Pennsylvania State University College of Medicine, USA

: Int J Cardiovas Res

Abstract


The gene SCN5A on chromosome 3 encodes the α-subunit of the voltage-gated cardiac sodium channel (hNav1.5) that is responsible for large peak inward sodium current (INa) and late INa. Peak INa underlies excitability and conduction in working myocardium (atrial and ventricular cells) and special conduction tissues (Purkinje cells etc.). Late INa influences repolarization and refractoriness. The importance of INa for normal cardiac electrical activity is emphasized by the occurrence of potentially lethal arrhythmias in the setting of inherited and acquired Na channel diseases. SCN5A in humans has two splice variants, one lacking a glutamine at position 1077 (Q1077del) and one containing Q1077. Common sequence variants ("polymorphisms") have also been implicated as risk factors in multiple diseases. Mutations in the cardiac Na channel gene SCN5A cause loss-of-function or gain-of-function and underlie arrhythmia syndromes, such as Brugada syndrome, cardiac conduction disorder, congenital sick sinus syndrome, idiopathic ventricular fibrillation, sudden infant death syndrome, the type 3 long QT syndrome etc. Here, 3 unrelated inherited arrhythmia cases will be presented to show that the loss-of-function or gain-of-function biophysical phenotypes for sodium channel mutations depend on the splice variant background in which it is expressed and the intracellular acidosis, and is also modulated by common polymorphism.

Biography


Bi-Hua Tan was initially trained as a cardiologist in China after graduated from medical school.

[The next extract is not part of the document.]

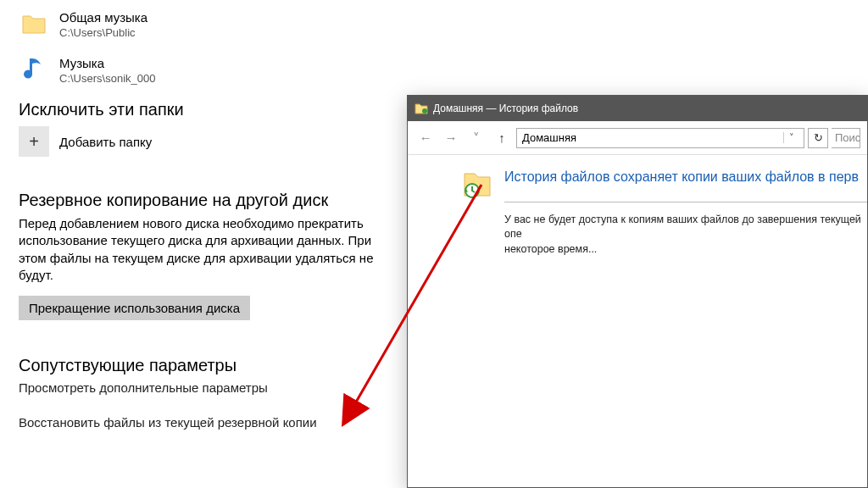 The image size is (868, 488). What do you see at coordinates (34, 69) in the screenshot?
I see `music-icon` at bounding box center [34, 69].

Then she joined the arrhythmia and clinical electrophysiological study group at Cardiovascular Division, Hyogo College of Medicine in Japan and obtained her PhD degree there. After that she completed her postdoctoral training at the Cellular and Molecular Arrhythmia Research Program, Department of Medicine, University of Wisconsin-Madison. She was the first to characterize the molecular phenotype of eight common polymorphisms and some genetic basis of disease causing mutations in cardiac Na channel. She also first characterized a marked gain of functional KATPKir6.1 channel mutation in KCNJ8 as a novel pathogenic mechanism for the phenotypic expression of both Brugada syndrome and early repolarization syndrome. She was awarded American Heart Association (AHA) Postdoctoral Fellowship and the American Heart Association National Center Scientist Development Grant.